10 FEB 2018 by ideonexus

 Why Kids Abandon Creative Play

The observation that play gets short shrift as children come of age in the Western world is surely as old and as perennial as that civilization itself. The Bible puts it thus: "When I was a child, I spake as a child, I felt as a child, I thought as a child: now that 1 am become a man, I have put away childish things." Turning their attention to the phenomenon, psychologists have asked what might be the causal factors. In the early 1900s, for instance, G. Stanley Hall argued that as children...
  1  notes
 
27 NOV 2013 by ideonexus

 Arthur Benjamin Explains the Fibbonacci Set

Now these numbers can be appreciated in many different ways. From the standpoint of calculation, they're as easy to understand as one plus one, which is two. Then one plus two is three, two plus three is five, three plus five is eight, and so on. Indeed, the person we call Fibonacci was actually named Leonardo of Pisa, and these numbers appear in his book "Liber Abaci," which taught the Western world the methods of arithmetic that we use today. In terms of applications, Fibonacci numbers appe...
  1  notes

And provides new insights into its web of patterns and numerical relationships.

13 OCT 2013 by ideonexus

 The Weakness of the Library of Alexandria

Both the work of research and the work of dissemination went on under serious handicaps. One of these was the great social gap that {152}separated the philosopher, who was a gentleman, from the trader and the artisan. There were glass workers and metal workers in abundance in those days, but they were not in mental contact with the thinkers. The glass worker was making the most beautifully coloured beads and phials and so forth, but he never made a Florentine flask or a lens. Clear glass does...
  1  notes

The library's knowledge did not benefit the average worker. It's discoveries were purely academic, reserved for the aristocracy.

12 JUL 2012 by ideonexus

 Neil deGrasse Tyson's Reading List

1.) The Bible (eBook) - “to learn that it’s easier to be told by others what to think and believe than it is to think for yourself.” 2.) The System of the World by Isaac Newton (eBook) – “to learn that the universe is a knowable place.” 3.) On the Origin of Species by Charles Darwin (eBook – Audio Book) - “to learn of our kinship with all other life on Earth.” 4.) Gulliver’s Travels by Jonathan Swift (eBook – Audio Book) – “to learn, among other satirical lessons, that most of the time humans...
Folksonomies: books reading worldviews
Folksonomies: books reading worldviews
  1  notes

Eight books everyone should read to understand the forces at work in the world.

07 MAY 2012 by ideonexus

 History of Science and Religion

Some people want to put warning stickers on biology textbooks, saying that the theory of evolution is just one of many theories, take it or leave it. Now, religion long predates science; it'll be here forever. That's not the issue. The problem comes when religion enters the science classroom. There's no tradition of scientists knocking down the Sunday school door, telling preachers what to teach. Scientists don't picket churches. By and arge—though it may not look this way today—science and r...
Folksonomies: history science religion
Folksonomies: history science religion
  1  notes

How the Middle East was the center of scientific progress until religious fever took over it, the same is seen in Jewish and Christian cultures.

22 MAR 2012 by ideonexus

 The Supernova the Western World Didn't See

Almost 1000 years ago, Chinese astronomers observed a new star visible in the daytime sky, which they called a “guest star.” This supernova created what we now observe telescopically as the Crab Nebula. It is interesting that nowhere in Western Europe was this transient object recorded. Church dogma at the time declared the heavens to be eternal and unchanging, and it was much easier not to take notice than to be burned at the stake. Almost 500 years later, European astronomers had broken fre...
  1  notes

But was recorded in China. An explanation for why it wasn't seen in Europe is that observers would probably be burned at the stake.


Lines in the material below that include "Attorneys" need to be tallied; give the total alone.

* ENTRIES SUPPLIED:
──────
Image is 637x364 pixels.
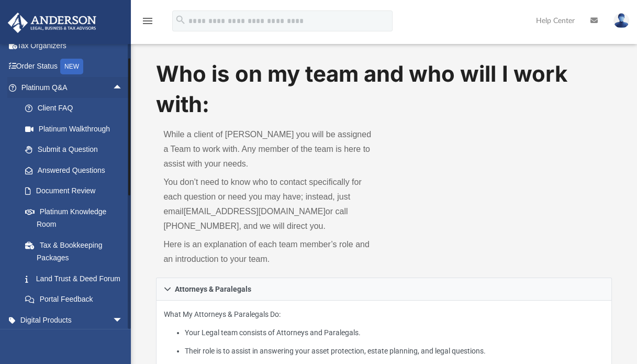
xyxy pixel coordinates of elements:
li: Your Legal team consists of Attorneys and Paralegals. [185,326,604,339]
p: While a client of [PERSON_NAME] you will be assigned a Team to work with. Any member of the team ... [163,127,377,171]
a: Document Review [15,181,139,201]
a: Tax & Bookkeeping Packages [15,235,139,268]
a: Land Trust & Deed Forum [15,268,139,289]
h1: Who is on my team and who will I work with: [156,59,612,120]
span: arrow_drop_down [112,310,134,331]
i: menu [141,15,154,28]
li: Their role is to assist in answering your asset protection, estate planning, and legal questions. [185,344,604,358]
a: [EMAIL_ADDRESS][DOMAIN_NAME] [184,207,326,216]
a: Order StatusNEW [7,56,139,78]
span: arrow_drop_up [112,77,134,98]
i: search [175,14,187,25]
p: You don’t need to know who to contact specifically for each question or need you may have; instea... [163,175,377,233]
a: Platinum Q&Aarrow_drop_up [7,77,139,98]
a: Platinum Knowledge Room [15,201,139,235]
a: Platinum Walkthrough [15,118,139,139]
a: Tax Organizers [7,35,139,56]
a: Portal Feedback [15,289,139,310]
p: Here is an explanation of each team member’s role and an introduction to your team. [163,237,377,266]
a: Client FAQ [15,98,139,119]
a: Submit a Question [15,139,139,160]
a: Answered Questions [15,160,139,181]
a: menu [141,20,154,28]
div: NEW [60,59,83,74]
img: Anderson Advisors Platinum Portal [5,13,100,33]
a: Digital Productsarrow_drop_down [7,310,139,330]
a: Attorneys & Paralegals [156,278,612,300]
span: Attorneys & Paralegals [175,286,252,293]
img: User Pic [614,13,629,28]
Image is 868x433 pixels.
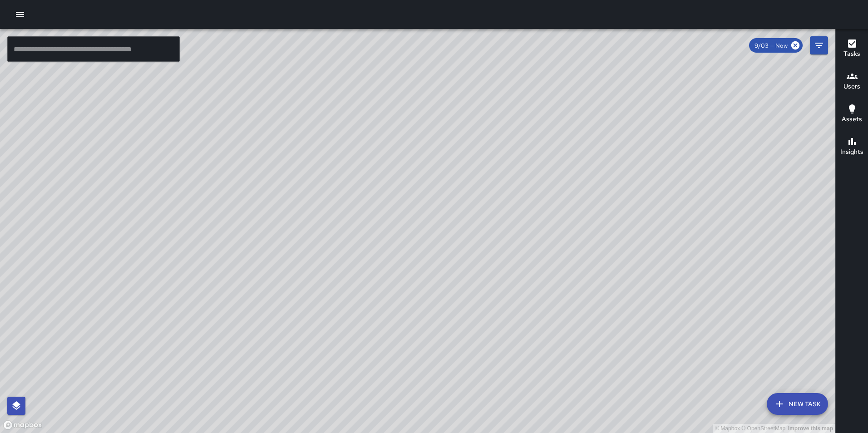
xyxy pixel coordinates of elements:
button: Filters [810,36,828,54]
div: 9/03 — Now [749,38,802,53]
span: 9/03 — Now [749,42,793,49]
h6: Users [843,82,861,92]
button: Insights [836,131,868,164]
button: Users [836,66,868,98]
button: Tasks [836,33,868,66]
button: Assets [836,98,868,131]
button: New Task [767,394,828,415]
h6: Assets [842,114,862,124]
h6: Insights [840,147,863,157]
h6: Tasks [843,49,861,59]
──────
* TASK RESPONSE: 3